Guillaume Senez • Director of A Missing Part
"I wanted to move towards something more lyrical, to find greater depth"
- The Belgian director is back with a new film, which sees him continuing to explore his favourite theme – parenthood – while relocating his work to Japan
Six years after Our Struggles [+see also:
film review
trailer
interview: Guillaume Senez
film profile], Belgian director Guillaume Senez has reconnected with his favourite actor, Romain Duris, to make A Missing Part [+see also:
film review
interview: Guillaume Senez
film profile], and is continuing to explore his theme of choice, parenthood, while relocating his work to Japan and lending it a thus far unexplored lyrical dimension. The filmmaker looks back on his new film with us, which was presented in the Toronto Film Festival’s Centrepiece section.
Cineuropa: What made you want to tell this story?
Guillaume Senez: I never fantasised about making a film in Japan. We released Our Struggles there and Roman and I travelled to the country to present it. We started to think about making another film together. And then various French people told us about the situation in Japan with child custody following divorce. It was pretty clear for us; the story had floored us both.
It’s a story about parenthood, but it’s also an immigration story…
What I was interested in was the idea of telling the story of a foreigner who goes to another richer country, with a different language, a different religion, a different culture. There’s the film’s subject-matter, which is child custody in Japan following a separation, and then there’s the theme. In this case, it’s a French man in this particular situation, whereas we’re used to seeing this kind of a story involving Africans, South Americans or people from eastern countries. I get the feeling that, sometimes, these films take us by the hand to show us that situations aren’t right.
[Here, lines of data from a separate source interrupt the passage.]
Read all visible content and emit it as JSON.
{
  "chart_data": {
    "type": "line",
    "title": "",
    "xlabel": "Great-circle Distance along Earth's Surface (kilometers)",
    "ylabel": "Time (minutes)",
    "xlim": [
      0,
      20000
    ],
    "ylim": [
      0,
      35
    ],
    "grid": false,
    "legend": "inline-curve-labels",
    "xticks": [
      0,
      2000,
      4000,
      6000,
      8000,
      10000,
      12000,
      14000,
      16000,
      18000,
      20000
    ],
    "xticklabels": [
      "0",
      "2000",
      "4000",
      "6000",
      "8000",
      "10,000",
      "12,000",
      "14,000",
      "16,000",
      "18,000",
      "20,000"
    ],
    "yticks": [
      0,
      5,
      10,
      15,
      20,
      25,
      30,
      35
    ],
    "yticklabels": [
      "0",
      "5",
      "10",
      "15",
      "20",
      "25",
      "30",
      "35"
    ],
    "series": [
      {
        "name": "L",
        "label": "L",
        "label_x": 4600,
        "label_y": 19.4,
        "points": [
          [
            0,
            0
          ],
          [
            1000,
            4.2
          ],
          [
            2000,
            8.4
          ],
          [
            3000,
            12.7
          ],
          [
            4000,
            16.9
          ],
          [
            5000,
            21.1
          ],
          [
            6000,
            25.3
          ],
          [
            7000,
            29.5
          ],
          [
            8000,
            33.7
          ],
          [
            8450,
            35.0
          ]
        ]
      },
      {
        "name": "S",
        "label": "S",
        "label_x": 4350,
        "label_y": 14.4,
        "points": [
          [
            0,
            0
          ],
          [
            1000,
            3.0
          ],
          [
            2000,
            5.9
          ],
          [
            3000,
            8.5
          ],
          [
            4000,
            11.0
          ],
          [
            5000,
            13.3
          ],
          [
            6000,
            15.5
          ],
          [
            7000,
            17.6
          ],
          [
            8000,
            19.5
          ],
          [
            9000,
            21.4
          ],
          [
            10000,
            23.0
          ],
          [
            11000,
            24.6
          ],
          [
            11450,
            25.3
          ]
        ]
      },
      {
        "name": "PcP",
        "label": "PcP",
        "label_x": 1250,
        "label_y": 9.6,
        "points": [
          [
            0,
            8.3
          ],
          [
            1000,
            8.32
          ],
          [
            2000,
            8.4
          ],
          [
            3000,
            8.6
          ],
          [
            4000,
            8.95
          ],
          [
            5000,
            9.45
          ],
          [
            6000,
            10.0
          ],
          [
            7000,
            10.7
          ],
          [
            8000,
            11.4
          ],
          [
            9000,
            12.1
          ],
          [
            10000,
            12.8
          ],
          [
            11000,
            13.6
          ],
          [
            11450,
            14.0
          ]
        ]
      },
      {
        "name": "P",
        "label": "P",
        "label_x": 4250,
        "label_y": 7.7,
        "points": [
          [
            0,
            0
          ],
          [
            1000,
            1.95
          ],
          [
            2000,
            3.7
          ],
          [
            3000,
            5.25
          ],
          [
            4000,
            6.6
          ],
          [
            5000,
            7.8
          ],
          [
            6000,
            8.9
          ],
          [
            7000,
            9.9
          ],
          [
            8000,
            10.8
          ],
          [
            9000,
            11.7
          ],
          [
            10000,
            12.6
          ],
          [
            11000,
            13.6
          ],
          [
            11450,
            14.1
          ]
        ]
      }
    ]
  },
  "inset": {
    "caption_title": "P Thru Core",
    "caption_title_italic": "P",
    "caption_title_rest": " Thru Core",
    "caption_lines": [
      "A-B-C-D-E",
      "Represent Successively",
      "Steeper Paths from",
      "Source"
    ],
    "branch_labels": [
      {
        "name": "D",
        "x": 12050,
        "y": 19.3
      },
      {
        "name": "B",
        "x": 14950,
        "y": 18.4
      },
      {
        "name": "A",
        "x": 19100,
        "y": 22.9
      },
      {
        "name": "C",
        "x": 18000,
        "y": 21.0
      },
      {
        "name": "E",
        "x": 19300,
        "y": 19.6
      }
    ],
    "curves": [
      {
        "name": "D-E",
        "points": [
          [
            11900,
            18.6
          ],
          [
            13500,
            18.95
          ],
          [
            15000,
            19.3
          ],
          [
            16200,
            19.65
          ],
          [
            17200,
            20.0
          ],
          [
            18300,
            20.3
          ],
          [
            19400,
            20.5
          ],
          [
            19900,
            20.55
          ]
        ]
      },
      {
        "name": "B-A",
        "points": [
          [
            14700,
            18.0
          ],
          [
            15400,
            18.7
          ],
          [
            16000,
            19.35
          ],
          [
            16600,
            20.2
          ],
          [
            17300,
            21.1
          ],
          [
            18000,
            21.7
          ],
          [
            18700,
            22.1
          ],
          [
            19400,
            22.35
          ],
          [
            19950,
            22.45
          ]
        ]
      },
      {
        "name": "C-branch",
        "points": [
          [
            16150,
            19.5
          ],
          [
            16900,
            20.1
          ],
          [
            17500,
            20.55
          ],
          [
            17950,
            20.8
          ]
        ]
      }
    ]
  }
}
And I wondered whether there might be a way to do things differently, to explore these situations by making them more identifiable for a viewer like me, with a protagonist who’s fairly reminiscent of my situation or the viewer’s. To make the same thing, but differently, creating a kind of reversal.
Formerly a chef, he becomes a taxi driver, criss-crossing the city in the hope of finding his daughter.
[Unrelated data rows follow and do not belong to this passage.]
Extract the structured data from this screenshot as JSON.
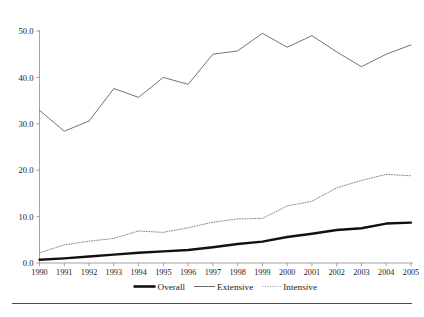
{
  "chart_data": {
    "type": "line",
    "title": "",
    "subtitle": "",
    "xlabel": "",
    "ylabel": "",
    "grid": false,
    "legend_position": "bottom",
    "categories": [
      "1990",
      "1991",
      "1992",
      "1993",
      "1994",
      "1995",
      "1996",
      "1997",
      "1998",
      "1999",
      "2000",
      "2001",
      "2002",
      "2003",
      "2004",
      "2005"
    ],
    "x": [
      1990,
      1991,
      1992,
      1993,
      1994,
      1995,
      1996,
      1997,
      1998,
      1999,
      2000,
      2001,
      2002,
      2003,
      2004,
      2005
    ],
    "xlim": [
      1990,
      2005
    ],
    "ylim": [
      0.0,
      50.0
    ],
    "yticks": [
      0.0,
      10.0,
      20.0,
      30.0,
      40.0,
      50.0
    ],
    "ytick_labels": [
      "0.0",
      "10.0",
      "20.0",
      "30.0",
      "40.0",
      "50.0"
    ],
    "xtick_labels": [
      "1990",
      "1991",
      "1992",
      "1993",
      "1994",
      "1995",
      "1996",
      "1997",
      "1998",
      "1999",
      "2000",
      "2001",
      "2002",
      "2003",
      "2004",
      "2005"
    ],
    "series": [
      {
        "name": "Overall",
        "style": "solid-thick",
        "color": "#111111",
        "values": [
          0.7,
          1.0,
          1.4,
          1.8,
          2.2,
          2.5,
          2.8,
          3.4,
          4.1,
          4.6,
          5.6,
          6.3,
          7.1,
          7.5,
          8.5,
          8.7
        ]
      },
      {
        "name": "Extensive",
        "style": "solid-thin",
        "color": "#5b5b5b",
        "values": [
          32.9,
          28.4,
          30.6,
          37.6,
          35.7,
          40.0,
          38.5,
          45.0,
          45.7,
          49.5,
          46.5,
          49.0,
          45.5,
          42.3,
          45.0,
          47.0
        ]
      },
      {
        "name": "Intensive",
        "style": "dotted",
        "color": "#7a7a7a",
        "values": [
          2.2,
          3.9,
          4.7,
          5.3,
          6.9,
          6.6,
          7.6,
          8.8,
          9.5,
          9.6,
          12.3,
          13.3,
          16.2,
          17.8,
          19.1,
          18.8
        ]
      }
    ],
    "legend": [
      {
        "label": "Overall",
        "style": "solid-thick",
        "color": "#111111"
      },
      {
        "label": "Extensive",
        "style": "solid-thin",
        "color": "#5b5b5b"
      },
      {
        "label": "Intensive",
        "style": "dotted",
        "color": "#8a8a8a"
      }
    ]
  },
  "footer": {
    "rule_color": "#4c4c4c",
    "note_fragment": ""
  }
}
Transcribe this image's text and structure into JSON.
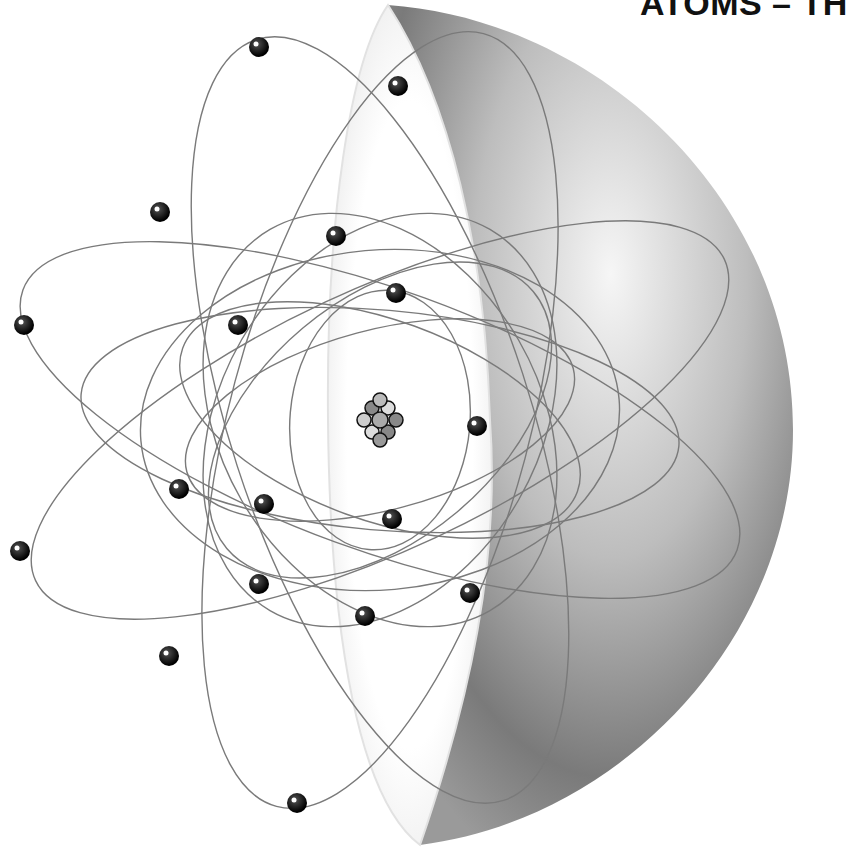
{
  "header": {
    "title": "ATOMS – TH"
  },
  "illustration": {
    "subject": "atom-model-cutaway-sphere",
    "nucleus": {
      "x": 380,
      "y": 420
    },
    "electrons": [
      {
        "x": 259,
        "y": 47
      },
      {
        "x": 398,
        "y": 86
      },
      {
        "x": 160,
        "y": 212
      },
      {
        "x": 336,
        "y": 236
      },
      {
        "x": 24,
        "y": 325
      },
      {
        "x": 238,
        "y": 325
      },
      {
        "x": 396,
        "y": 293
      },
      {
        "x": 477,
        "y": 426
      },
      {
        "x": 179,
        "y": 489
      },
      {
        "x": 264,
        "y": 504
      },
      {
        "x": 392,
        "y": 519
      },
      {
        "x": 20,
        "y": 551
      },
      {
        "x": 259,
        "y": 584
      },
      {
        "x": 470,
        "y": 593
      },
      {
        "x": 365,
        "y": 616
      },
      {
        "x": 169,
        "y": 656
      },
      {
        "x": 297,
        "y": 803
      }
    ],
    "colors": {
      "orbit": "#7a7a7a",
      "electron": "#0a0a0a",
      "sphere_light": "#f4f4f4",
      "sphere_dark": "#6e6e6e"
    }
  }
}
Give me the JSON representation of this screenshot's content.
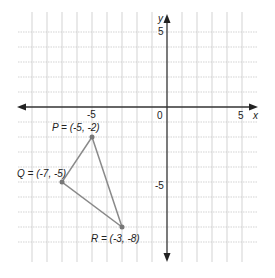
{
  "diagram": {
    "type": "coordinate-plane",
    "axes": {
      "x_label": "x",
      "y_label": "y",
      "x_range": [
        -9,
        5
      ],
      "y_range": [
        -9,
        5
      ],
      "origin_label": "0",
      "x_ticks": [
        {
          "value": -5,
          "label": "-5"
        },
        {
          "value": 5,
          "label": "5"
        }
      ],
      "y_ticks": [
        {
          "value": 5,
          "label": "5"
        },
        {
          "value": -5,
          "label": "-5"
        }
      ]
    },
    "points": [
      {
        "name": "P",
        "x": -5,
        "y": -2,
        "label": "P = (-5, -2)"
      },
      {
        "name": "Q",
        "x": -7,
        "y": -5,
        "label": "Q = (-7, -5)"
      },
      {
        "name": "R",
        "x": -3,
        "y": -8,
        "label": "R = (-3, -8)"
      }
    ],
    "segments": [
      [
        "P",
        "Q"
      ],
      [
        "Q",
        "R"
      ],
      [
        "R",
        "P"
      ]
    ],
    "colors": {
      "grid": "#c8c8c8",
      "axis": "#333333",
      "triangle": "#8a8a8a",
      "point": "#777777",
      "text": "#222222"
    }
  }
}
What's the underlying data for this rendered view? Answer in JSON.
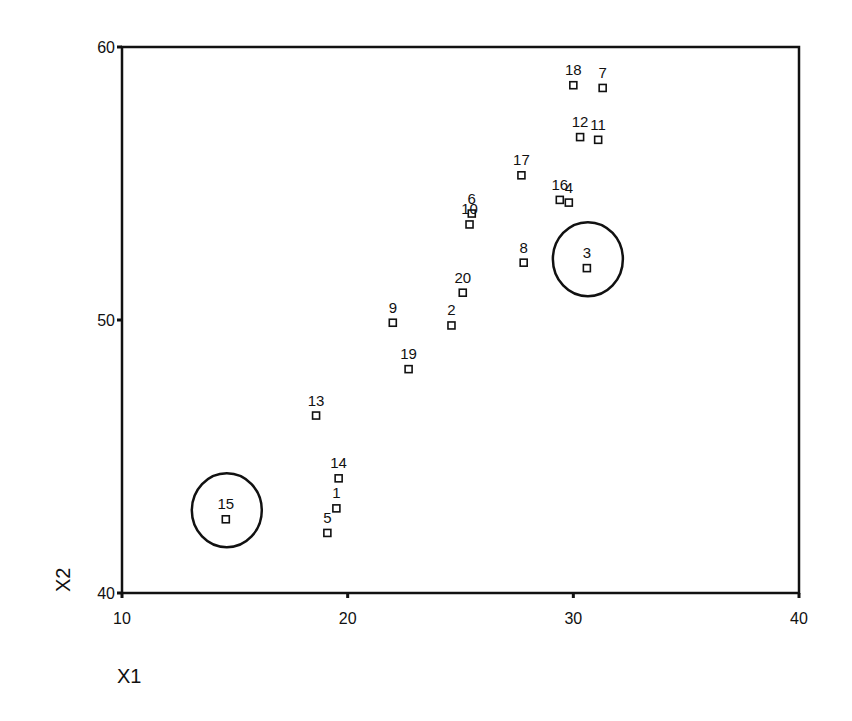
{
  "chart_data": {
    "type": "scatter",
    "title": "",
    "xlabel": "X1",
    "ylabel": "X2",
    "xlim": [
      10,
      40
    ],
    "ylim": [
      40,
      60
    ],
    "xticks": [
      10,
      20,
      30,
      40
    ],
    "yticks": [
      40,
      50,
      60
    ],
    "grid": false,
    "legend": null,
    "marker": "open-square",
    "points": [
      {
        "label": "1",
        "x": 19.5,
        "y": 43.1
      },
      {
        "label": "2",
        "x": 24.6,
        "y": 49.8
      },
      {
        "label": "3",
        "x": 30.6,
        "y": 51.9
      },
      {
        "label": "4",
        "x": 29.8,
        "y": 54.3
      },
      {
        "label": "5",
        "x": 19.1,
        "y": 42.2
      },
      {
        "label": "6",
        "x": 25.5,
        "y": 53.9
      },
      {
        "label": "7",
        "x": 31.3,
        "y": 58.5
      },
      {
        "label": "8",
        "x": 27.8,
        "y": 52.1
      },
      {
        "label": "9",
        "x": 22.0,
        "y": 49.9
      },
      {
        "label": "10",
        "x": 25.4,
        "y": 53.5
      },
      {
        "label": "11",
        "x": 31.1,
        "y": 56.6
      },
      {
        "label": "12",
        "x": 30.3,
        "y": 56.7
      },
      {
        "label": "13",
        "x": 18.6,
        "y": 46.5
      },
      {
        "label": "14",
        "x": 19.6,
        "y": 44.2
      },
      {
        "label": "15",
        "x": 14.6,
        "y": 42.7
      },
      {
        "label": "16",
        "x": 29.4,
        "y": 54.4
      },
      {
        "label": "17",
        "x": 27.7,
        "y": 55.3
      },
      {
        "label": "18",
        "x": 30.0,
        "y": 58.6
      },
      {
        "label": "19",
        "x": 22.7,
        "y": 48.2
      },
      {
        "label": "20",
        "x": 25.1,
        "y": 51.0
      }
    ],
    "annotations": [
      {
        "type": "circle",
        "around_point": "15",
        "note": "outlier highlighted"
      },
      {
        "type": "circle",
        "around_point": "3",
        "note": "outlier highlighted"
      }
    ]
  },
  "axes": {
    "x_title": "X1",
    "y_title": "X2"
  }
}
What we liked about the profession of taxi driver was that it’s inscribed within something so absorbing that Jay doesn’t have room for anything else. There’s something a bit monastic to the story. Jay lives alone in a stripped-back environment. One of our biggest inspirations was Le Samouraï by Jean-Pierre Melville, for its music, its continuity editing, but also for its screenplay, the character’s determination. His tendency to drive straight into a wall, in full conscience. They’re codes which we were very happy to re-use: Jef Costello’s empty apartment, an exotic pet…
How did you want to shoot Japan?
It may or may not be a good thing, but, as I said, I’m not in love with Japan. I didn’t want to film Japan picture-postcard-style, I wanted it be like Japanese people see it. That’s how Jay sees it. We couldn’t exoticize it. Our rule was "no Mount Fuji". And finding a sento, a Japanese public bath, without Mount Fuji in the background is really hard! To make all of that possible, it was really important, in my mind, that we work with a Japanese art director.
What was the biggest challenge for you?
It’s so different making a film in Japan. A large proportion of the team were Japanese, so we had to find common ground between their way of doing things and ours. I also wanted to take things to a new level. It’s still my kind of film, my way of doing things, but I wanted a film that was a little more ambitious, in another country, another language; to move towards something more lyrical, perhaps. To find greater depth. In fact, I worked with a composer for the very first time. Beforehand, I saw music as a kind of crutch for creating emotion, in case I hadn’t done my job properly as a screenwriter or actor director. But there’s something really sensorial about images and music. As a filmmaker looking for emotion, I realised it was time I used all the tools available to me.